Ismene Brown

Fighting talk | 17 September 2015

The start of the year is all good if sombre stuff, and includes a revival of English National Ballet's Lest We Forget, a version of 1984 from Northern Ballet and a new work from Amici Dance Theatre

If there’s one thing scarcer than hen’s teeth in serious choreography nowadays, it’s a light heart. When was the last time we had something jolly created in the artform that brought us La Fille mal gardée, Coppélia and Les biches?

Still, the first week of the start of the dance year was all good stuff, if sombre (and Les Ballets Trockadero de Monte Carlo are over from New York at the Peacock right now, thank heavens). English National Ballet’s Lest We Forget bill of new ballets was made last year for the start of the first world war centenary, but deserved repeating as a demonstration of serious ballets by accomplished choreographers.

War ballets tread a fine line between pacifist drool and emotional catharsis. The latter sometimes arrives with the assistance of the music (Kenneth MacMillan’s Gloria), the shock of representation (Rosie Kay’s 5 Soldiers), or the atavistic understanding of group dynamics (Crystal Pite’s Polaris with Thomas Adès, which just felt like one of the great war ballets even if not billed as one).

Liam Scarlett tackles wartime imagery most literally and most sentimentally. His munitions-factory women, with their gunpowder-white hands, cling to the backs of their departing men in a clever emulation of a knapsack, but the angel imagery is soft-centred, urged on by the muddy sobs of the Liszt adapted score. While it’s brave of Scarlett to choreograph in slo-mo, nothing remarkable surfaces from the sepia.

Russell Maliphant is not an overtly emotional type, and in Second Breath his waves of young men eddy and flow like the night-time sea, thrown up haplessly by their group sweepings to catch the light overhead, as if floating for a moment, before crashing down into the dark. The potency of this fluid repetition is due to its emulsion with Michael Hulls’s mesmerisingly ethereal lighting, but the overall impact would be much greater in silence.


### What you should do:
For this exercise, copy out each line of the material below that includes "palatopharyngeus".

___ The records ___

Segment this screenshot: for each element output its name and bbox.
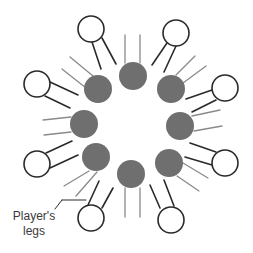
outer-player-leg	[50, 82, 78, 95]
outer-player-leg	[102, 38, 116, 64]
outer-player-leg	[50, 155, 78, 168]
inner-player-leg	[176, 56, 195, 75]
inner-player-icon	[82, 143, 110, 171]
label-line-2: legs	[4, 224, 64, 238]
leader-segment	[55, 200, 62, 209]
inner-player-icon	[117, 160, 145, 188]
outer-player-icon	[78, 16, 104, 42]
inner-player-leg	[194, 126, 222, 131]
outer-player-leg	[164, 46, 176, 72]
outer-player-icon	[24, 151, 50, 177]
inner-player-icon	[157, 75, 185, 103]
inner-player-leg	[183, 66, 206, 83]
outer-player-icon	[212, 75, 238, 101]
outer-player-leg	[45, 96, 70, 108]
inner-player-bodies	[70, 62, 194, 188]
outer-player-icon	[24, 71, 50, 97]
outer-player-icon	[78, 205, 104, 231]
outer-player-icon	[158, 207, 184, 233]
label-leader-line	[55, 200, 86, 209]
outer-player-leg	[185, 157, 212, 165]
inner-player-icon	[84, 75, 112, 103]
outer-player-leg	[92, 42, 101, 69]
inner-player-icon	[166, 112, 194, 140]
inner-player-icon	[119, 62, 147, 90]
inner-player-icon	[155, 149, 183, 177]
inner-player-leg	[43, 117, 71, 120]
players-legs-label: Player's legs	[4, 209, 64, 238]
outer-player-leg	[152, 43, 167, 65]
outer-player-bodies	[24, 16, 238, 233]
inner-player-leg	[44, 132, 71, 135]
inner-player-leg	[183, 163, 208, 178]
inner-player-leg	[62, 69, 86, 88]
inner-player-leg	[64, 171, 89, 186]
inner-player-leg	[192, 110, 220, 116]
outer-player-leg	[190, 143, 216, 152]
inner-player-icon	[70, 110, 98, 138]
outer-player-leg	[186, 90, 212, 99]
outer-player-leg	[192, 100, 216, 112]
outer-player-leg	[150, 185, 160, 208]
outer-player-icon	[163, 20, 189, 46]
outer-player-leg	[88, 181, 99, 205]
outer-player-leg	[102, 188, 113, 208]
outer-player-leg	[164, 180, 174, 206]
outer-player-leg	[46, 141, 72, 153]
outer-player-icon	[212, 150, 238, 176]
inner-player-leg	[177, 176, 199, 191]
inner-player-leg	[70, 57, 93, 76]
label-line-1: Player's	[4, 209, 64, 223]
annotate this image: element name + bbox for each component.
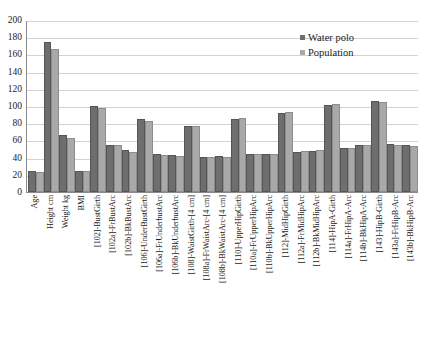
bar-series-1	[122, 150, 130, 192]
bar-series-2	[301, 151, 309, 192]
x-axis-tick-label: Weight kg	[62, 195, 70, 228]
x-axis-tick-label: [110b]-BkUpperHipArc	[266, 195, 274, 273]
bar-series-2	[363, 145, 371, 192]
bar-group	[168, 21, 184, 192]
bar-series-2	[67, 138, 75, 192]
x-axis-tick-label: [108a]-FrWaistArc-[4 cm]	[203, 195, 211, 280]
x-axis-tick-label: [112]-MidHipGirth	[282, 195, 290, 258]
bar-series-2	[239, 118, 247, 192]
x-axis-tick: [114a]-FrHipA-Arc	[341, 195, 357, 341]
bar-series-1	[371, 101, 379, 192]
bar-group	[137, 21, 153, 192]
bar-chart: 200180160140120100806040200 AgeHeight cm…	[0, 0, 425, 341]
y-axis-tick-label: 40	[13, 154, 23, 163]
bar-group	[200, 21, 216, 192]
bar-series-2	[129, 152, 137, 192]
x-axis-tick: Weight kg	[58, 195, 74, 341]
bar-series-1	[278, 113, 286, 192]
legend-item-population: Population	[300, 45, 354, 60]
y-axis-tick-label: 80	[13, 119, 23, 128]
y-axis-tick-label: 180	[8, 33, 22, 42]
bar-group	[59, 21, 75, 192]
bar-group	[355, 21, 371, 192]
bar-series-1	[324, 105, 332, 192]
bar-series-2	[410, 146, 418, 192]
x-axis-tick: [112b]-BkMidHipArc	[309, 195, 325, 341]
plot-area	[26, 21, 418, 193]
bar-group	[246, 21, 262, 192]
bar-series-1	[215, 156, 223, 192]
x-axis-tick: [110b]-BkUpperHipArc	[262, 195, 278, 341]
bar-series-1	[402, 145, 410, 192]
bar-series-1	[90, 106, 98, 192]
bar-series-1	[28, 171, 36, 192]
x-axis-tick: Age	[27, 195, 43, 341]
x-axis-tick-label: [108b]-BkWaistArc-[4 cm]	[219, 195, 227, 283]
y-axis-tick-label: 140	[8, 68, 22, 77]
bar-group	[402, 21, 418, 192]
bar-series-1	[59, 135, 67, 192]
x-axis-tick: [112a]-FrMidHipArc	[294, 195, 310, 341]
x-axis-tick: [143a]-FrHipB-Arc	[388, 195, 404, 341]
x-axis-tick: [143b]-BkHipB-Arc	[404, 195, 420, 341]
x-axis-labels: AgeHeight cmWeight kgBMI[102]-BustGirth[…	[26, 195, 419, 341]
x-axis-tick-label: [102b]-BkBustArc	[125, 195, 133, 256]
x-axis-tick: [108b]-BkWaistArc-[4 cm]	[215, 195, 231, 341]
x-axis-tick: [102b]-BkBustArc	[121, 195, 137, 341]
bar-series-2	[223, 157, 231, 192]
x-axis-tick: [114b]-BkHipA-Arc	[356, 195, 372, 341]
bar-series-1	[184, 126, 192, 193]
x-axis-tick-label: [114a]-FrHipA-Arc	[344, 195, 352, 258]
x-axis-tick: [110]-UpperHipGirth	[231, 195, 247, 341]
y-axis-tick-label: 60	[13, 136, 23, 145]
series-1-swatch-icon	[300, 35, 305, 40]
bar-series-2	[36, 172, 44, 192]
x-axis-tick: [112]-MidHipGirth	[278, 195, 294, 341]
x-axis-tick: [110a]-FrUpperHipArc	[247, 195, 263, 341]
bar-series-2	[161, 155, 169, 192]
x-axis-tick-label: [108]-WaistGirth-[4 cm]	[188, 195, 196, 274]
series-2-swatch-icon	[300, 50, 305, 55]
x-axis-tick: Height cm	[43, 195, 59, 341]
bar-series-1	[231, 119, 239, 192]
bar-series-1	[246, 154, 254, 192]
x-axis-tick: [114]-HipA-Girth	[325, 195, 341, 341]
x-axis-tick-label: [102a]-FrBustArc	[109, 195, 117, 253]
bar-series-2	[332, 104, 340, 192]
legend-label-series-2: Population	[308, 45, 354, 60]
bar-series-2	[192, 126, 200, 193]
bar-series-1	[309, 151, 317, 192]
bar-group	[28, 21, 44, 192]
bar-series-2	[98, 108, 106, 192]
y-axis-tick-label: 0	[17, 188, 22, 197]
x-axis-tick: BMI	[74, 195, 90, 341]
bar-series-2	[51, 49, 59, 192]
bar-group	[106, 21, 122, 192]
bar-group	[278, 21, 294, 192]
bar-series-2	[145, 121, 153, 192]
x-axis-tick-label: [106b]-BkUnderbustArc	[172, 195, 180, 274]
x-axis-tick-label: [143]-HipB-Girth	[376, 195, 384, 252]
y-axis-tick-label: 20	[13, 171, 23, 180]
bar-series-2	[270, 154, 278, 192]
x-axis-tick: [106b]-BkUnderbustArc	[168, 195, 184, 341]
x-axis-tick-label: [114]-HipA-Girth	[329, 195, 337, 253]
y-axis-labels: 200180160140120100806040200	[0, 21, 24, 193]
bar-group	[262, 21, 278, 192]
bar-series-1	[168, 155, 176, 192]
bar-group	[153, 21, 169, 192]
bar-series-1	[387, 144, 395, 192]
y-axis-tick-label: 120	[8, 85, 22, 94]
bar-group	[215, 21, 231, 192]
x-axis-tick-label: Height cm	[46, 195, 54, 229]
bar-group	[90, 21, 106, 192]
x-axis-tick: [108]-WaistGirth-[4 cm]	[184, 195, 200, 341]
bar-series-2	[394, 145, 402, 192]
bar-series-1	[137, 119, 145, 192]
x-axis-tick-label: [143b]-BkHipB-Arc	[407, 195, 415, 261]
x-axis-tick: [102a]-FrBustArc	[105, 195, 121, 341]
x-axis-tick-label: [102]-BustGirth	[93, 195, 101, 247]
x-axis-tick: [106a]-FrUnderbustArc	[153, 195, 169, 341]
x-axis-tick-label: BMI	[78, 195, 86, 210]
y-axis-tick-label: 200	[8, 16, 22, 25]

___
___ The records ___

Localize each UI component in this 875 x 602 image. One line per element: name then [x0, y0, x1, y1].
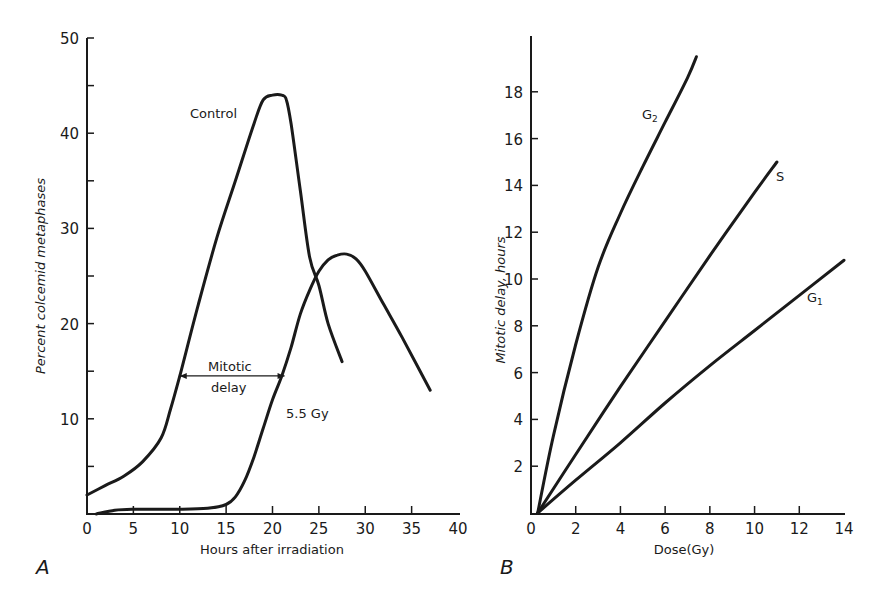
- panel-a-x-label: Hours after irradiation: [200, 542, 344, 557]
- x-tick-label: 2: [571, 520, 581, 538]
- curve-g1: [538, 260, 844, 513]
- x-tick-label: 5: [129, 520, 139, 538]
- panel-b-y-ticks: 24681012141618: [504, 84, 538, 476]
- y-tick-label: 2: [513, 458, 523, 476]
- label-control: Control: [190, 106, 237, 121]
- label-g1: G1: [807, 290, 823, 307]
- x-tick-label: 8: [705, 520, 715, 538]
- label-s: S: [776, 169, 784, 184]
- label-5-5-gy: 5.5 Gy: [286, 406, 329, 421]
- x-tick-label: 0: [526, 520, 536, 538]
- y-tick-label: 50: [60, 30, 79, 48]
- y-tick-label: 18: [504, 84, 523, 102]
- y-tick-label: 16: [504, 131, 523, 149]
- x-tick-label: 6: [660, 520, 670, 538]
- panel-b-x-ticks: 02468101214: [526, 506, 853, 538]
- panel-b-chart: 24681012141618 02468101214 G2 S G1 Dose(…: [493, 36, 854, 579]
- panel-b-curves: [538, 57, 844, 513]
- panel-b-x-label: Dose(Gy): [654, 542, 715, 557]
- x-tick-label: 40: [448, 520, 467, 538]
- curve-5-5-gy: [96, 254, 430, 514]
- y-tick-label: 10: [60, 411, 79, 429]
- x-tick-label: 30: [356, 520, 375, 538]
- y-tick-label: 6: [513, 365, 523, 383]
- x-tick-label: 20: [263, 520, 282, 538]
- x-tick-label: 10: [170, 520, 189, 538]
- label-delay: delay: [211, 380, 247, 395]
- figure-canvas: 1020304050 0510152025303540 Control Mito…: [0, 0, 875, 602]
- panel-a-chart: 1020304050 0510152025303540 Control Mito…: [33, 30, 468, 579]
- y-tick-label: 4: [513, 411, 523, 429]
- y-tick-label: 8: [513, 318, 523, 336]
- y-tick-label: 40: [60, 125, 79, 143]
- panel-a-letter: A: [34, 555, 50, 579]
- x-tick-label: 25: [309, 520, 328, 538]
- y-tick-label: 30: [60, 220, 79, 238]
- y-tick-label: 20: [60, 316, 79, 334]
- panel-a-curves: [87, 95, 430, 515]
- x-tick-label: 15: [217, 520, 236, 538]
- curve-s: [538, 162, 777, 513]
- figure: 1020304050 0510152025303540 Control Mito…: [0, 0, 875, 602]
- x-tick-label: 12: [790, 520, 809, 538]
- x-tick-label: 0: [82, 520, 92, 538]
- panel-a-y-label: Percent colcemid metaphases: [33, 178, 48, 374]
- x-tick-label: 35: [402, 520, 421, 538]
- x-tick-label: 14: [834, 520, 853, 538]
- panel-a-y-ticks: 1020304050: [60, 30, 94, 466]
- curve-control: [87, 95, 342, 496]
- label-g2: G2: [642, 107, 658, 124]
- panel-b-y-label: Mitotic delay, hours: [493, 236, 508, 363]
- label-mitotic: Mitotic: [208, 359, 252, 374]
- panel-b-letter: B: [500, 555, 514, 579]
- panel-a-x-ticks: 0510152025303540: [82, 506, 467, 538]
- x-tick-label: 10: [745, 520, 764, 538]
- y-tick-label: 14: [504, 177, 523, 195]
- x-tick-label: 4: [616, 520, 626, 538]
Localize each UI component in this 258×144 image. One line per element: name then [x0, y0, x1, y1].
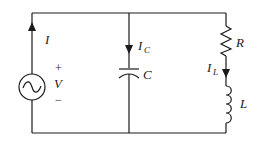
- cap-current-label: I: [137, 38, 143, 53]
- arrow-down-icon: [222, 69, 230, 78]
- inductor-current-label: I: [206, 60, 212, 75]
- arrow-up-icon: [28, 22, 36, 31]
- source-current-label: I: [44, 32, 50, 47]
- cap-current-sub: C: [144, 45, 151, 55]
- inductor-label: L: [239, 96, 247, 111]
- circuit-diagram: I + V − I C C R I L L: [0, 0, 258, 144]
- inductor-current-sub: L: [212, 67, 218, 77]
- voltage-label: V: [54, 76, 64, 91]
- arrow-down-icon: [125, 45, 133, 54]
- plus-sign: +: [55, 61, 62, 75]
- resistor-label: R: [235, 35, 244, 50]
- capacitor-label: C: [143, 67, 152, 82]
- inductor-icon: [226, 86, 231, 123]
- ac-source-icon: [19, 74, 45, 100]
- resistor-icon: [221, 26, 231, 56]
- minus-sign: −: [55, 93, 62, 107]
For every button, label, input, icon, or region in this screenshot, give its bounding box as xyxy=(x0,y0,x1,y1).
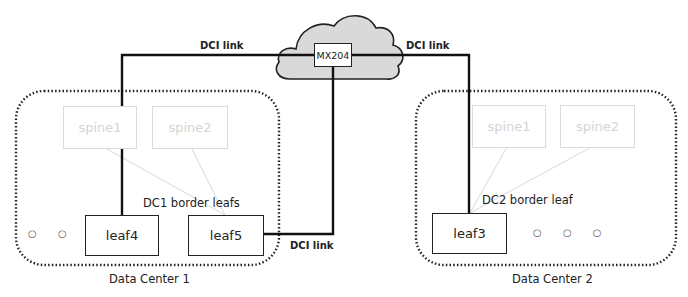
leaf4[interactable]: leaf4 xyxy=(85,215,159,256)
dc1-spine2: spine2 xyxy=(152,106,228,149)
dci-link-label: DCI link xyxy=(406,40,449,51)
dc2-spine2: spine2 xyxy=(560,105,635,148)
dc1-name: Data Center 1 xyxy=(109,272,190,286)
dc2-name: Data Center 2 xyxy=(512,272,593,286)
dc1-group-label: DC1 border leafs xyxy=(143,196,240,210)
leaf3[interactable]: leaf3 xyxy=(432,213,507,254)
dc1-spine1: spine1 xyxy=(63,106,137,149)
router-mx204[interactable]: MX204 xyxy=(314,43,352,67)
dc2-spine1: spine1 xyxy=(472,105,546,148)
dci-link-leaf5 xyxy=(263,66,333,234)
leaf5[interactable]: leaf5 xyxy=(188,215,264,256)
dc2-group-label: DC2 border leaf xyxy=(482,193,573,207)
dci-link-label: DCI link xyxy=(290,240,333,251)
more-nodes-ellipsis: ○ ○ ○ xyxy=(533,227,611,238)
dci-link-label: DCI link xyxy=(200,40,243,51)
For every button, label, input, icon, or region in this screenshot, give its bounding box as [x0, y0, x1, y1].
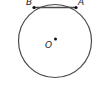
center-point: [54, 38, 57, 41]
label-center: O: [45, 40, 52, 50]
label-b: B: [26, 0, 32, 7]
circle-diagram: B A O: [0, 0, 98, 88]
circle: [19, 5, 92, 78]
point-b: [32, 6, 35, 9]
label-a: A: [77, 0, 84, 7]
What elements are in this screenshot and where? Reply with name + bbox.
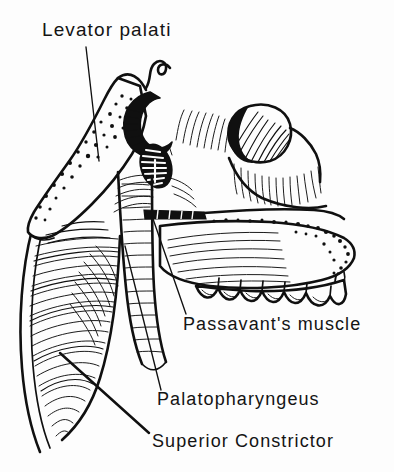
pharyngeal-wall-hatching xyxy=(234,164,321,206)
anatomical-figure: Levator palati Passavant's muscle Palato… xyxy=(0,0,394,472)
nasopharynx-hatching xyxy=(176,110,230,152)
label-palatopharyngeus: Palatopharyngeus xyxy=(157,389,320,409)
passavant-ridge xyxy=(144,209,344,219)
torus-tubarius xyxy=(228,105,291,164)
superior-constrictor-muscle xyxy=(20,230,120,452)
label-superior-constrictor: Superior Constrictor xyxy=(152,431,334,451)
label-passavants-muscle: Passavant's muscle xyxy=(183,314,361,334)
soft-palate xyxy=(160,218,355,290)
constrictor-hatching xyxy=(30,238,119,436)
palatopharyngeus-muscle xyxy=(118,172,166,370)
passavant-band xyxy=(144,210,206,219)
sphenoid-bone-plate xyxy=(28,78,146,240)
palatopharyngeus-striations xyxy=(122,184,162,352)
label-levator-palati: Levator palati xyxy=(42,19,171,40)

___
___ The records ___

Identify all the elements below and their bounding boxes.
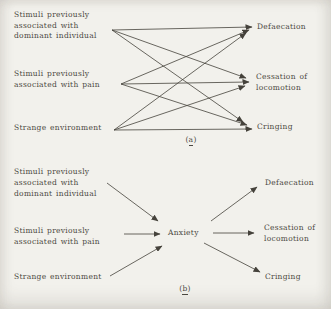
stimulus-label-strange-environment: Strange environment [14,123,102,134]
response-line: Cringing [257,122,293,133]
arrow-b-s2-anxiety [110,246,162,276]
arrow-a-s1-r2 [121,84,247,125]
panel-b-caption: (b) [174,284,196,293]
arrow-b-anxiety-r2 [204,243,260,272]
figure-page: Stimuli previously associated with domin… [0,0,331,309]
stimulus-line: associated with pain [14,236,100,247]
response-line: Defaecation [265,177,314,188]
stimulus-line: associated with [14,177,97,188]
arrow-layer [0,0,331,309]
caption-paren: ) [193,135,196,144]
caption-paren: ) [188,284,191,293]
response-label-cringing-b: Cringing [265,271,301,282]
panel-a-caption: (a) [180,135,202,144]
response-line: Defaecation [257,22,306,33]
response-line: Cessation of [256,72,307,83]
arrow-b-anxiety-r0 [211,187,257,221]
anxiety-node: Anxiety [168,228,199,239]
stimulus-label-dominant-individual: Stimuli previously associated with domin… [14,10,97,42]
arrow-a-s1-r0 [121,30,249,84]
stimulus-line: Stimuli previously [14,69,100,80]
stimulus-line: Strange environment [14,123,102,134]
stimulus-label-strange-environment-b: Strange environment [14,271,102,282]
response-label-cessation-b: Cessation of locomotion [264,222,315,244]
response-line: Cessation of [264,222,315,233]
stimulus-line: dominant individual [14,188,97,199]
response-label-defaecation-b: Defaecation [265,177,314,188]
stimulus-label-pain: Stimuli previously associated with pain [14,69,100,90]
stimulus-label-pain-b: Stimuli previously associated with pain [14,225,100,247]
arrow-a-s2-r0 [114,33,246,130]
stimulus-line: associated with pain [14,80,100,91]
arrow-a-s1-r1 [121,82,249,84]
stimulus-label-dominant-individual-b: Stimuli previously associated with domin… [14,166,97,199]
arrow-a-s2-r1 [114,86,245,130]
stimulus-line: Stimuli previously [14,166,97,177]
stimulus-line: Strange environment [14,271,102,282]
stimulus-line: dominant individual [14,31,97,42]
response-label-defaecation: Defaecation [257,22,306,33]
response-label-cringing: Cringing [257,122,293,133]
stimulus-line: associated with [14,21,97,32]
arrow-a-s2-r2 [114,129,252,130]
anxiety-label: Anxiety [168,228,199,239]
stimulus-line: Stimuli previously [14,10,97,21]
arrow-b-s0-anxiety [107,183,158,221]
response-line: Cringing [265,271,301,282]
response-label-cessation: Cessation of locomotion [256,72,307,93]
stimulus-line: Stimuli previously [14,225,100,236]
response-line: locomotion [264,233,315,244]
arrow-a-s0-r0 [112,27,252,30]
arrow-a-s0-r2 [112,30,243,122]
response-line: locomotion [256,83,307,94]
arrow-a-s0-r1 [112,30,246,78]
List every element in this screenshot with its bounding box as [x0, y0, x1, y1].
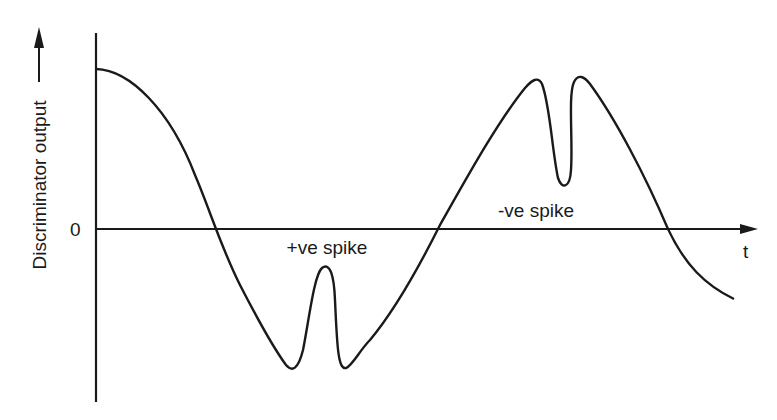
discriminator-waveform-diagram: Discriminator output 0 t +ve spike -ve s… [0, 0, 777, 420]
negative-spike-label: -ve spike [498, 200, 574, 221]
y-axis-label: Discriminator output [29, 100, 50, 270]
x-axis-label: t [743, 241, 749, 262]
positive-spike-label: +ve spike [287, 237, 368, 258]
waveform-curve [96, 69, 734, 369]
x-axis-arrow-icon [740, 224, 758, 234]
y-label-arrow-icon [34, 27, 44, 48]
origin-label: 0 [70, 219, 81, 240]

___

### Task answer:
label-palatopharyngeus: Palatopharyngeus xyxy=(157,389,320,409)
palatopharyngeus-muscle xyxy=(118,172,166,370)
palatopharyngeus-striations xyxy=(122,184,162,352)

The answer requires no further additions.